Abstract:
Objective As China's offshore wind energy rapidly expands into far-offshore and deep-sea areas, severe sea conditions (wave heights: 2.5–3.5 m; wind speeds: 15–25 m/s) have become a critical bottleneck for operational and maintenance (O&M) operations. Conventional wave compensation trestles suffer from low wave prediction accuracy, delayed response, and inadequate control strategies, leading to insufficient mitigation of relative motion between vessels and wind turbine platforms, high safety risks for personnel transfer, and extremely low sea state window utilization (only 8.0% under high sea conditions). To address these challenges, this study proposes an integrated solution combining a Fractal Reinforcement Learning (FRL) adaptive algorithm with a six-degree-of-freedom (6-DOF) hydraulic trestle system, aiming to enhance O&M safety, efficiency, and economy.
Methods Focusing on a deep-sea wind farm off Guangdong Province, the research leverages three years of measured sea state data (2021–2023) to develop the FRL adaptive compensation algorithm, which synthesizes wave fractal self-similarity with the Deep Deterministic Policy Gradient (DDPG) continuous control algorithm. A 6-DOF hydraulic trestle system was designed, integrating feedforward-feedback dual-mode control for rapid disturbance rejection and multi-layered safety mechanisms (overload protection, limit protection, and emergency braking). Six months of full-scale field trials (covering typhoon and winter seasons) were conducted, combined with ablation experiments and statistical significance tests (t-tests and ANOVA) to verify system performance. A comprehensive economic analysis based on a 5-year O&M cycle was also performed.
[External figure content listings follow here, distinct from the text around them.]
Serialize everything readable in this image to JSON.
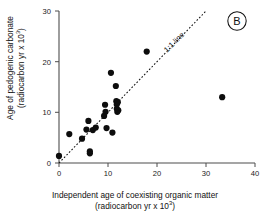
{
  "panel": {
    "letter": "B"
  },
  "axes": {
    "x": {
      "title_line1": "Independent age of coexisting organic matter",
      "title_line2_pre": "(radiocarbon yr x 10",
      "title_line2_sup": "3",
      "title_line2_post": ")",
      "ticks": [
        "0",
        "10",
        "20",
        "30",
        "40"
      ]
    },
    "y": {
      "title_line1": "Age of pedogenic carbonate",
      "title_line2_pre": "(radiocarbon yr x 10",
      "title_line2_sup": "3",
      "title_line2_post": ")",
      "ticks": [
        "0",
        "10",
        "20",
        "30"
      ]
    }
  },
  "annotations": {
    "reference_line_label": "1:1 line"
  },
  "chart_data": {
    "type": "scatter",
    "title": "",
    "xlabel": "Independent age of coexisting organic matter (radiocarbon yr x 10^3)",
    "ylabel": "Age of pedogenic carbonate (radiocarbon yr x 10^3)",
    "xlim": [
      0,
      40
    ],
    "ylim": [
      0,
      30
    ],
    "xticks": [
      0,
      10,
      20,
      30,
      40
    ],
    "yticks": [
      0,
      10,
      20,
      30
    ],
    "grid": false,
    "legend": null,
    "reference_line": {
      "label": "1:1 line",
      "style": "dotted",
      "from": [
        0,
        0
      ],
      "to": [
        30,
        30
      ]
    },
    "points": [
      [
        0.0,
        1.4
      ],
      [
        2.1,
        5.7
      ],
      [
        4.7,
        4.8
      ],
      [
        5.6,
        6.6
      ],
      [
        6.0,
        8.3
      ],
      [
        6.3,
        2.3
      ],
      [
        6.3,
        1.9
      ],
      [
        6.9,
        6.5
      ],
      [
        7.5,
        7.0
      ],
      [
        9.2,
        9.3
      ],
      [
        9.4,
        11.5
      ],
      [
        9.5,
        10.1
      ],
      [
        9.7,
        6.9
      ],
      [
        10.6,
        17.8
      ],
      [
        10.9,
        6.0
      ],
      [
        11.6,
        15.2
      ],
      [
        11.7,
        12.2
      ],
      [
        11.8,
        11.6
      ],
      [
        11.8,
        10.7
      ],
      [
        11.9,
        10.1
      ],
      [
        12.0,
        12.0
      ],
      [
        12.1,
        10.4
      ],
      [
        17.9,
        22.0
      ],
      [
        33.3,
        13.0
      ]
    ]
  }
}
Results Under severe sea conditions, the system maintained stable compensation errors of 0.45±0.08 m (below 0.5 m) with response times of 0.08–0.09 seconds, outperforming conventional systems by 64% in precision and 64% in response speed. No personnel transfer accidents occurred during the trials. The sea state window utilization rate increased to 81.0% (a 9.1-fold improvement), and personnel transfer efficiency reached 31 individuals per day (a 3.4-fold uplift). Economic assessment showed a five-year static Return on Investment (ROI) of 338.1% and a payback period of 0.98 years. T-tests on ablation results confirmed that the fractal interpolation module (improving wave prediction accuracy by 25–30%) and reinforcement learning component (reducing control errors by 61.5%) significantly enhanced compensation precision (p<0.05 and p<0.01, respectively). The "hierarchical transfer + online fine-tuning" strategy minimized simulation-to-reality performance loss to less than 10%.
Conclusions The proposed framework achieves deep integration of algorithmic accuracy, system reliability, and economic viability, forming a cohesive "algorithm-system-verification-benefit" architecture. Validated through six months of offshore field trials and five years of quantitative analysis, it provides robust technical support for far-offshore wind power O&M. The architecture and methodology offer a standardized reference for complex marine engineering applications such as adaptive control of marine equipment, facilitating the intelligent and economical upgrading of offshore engineering equipment.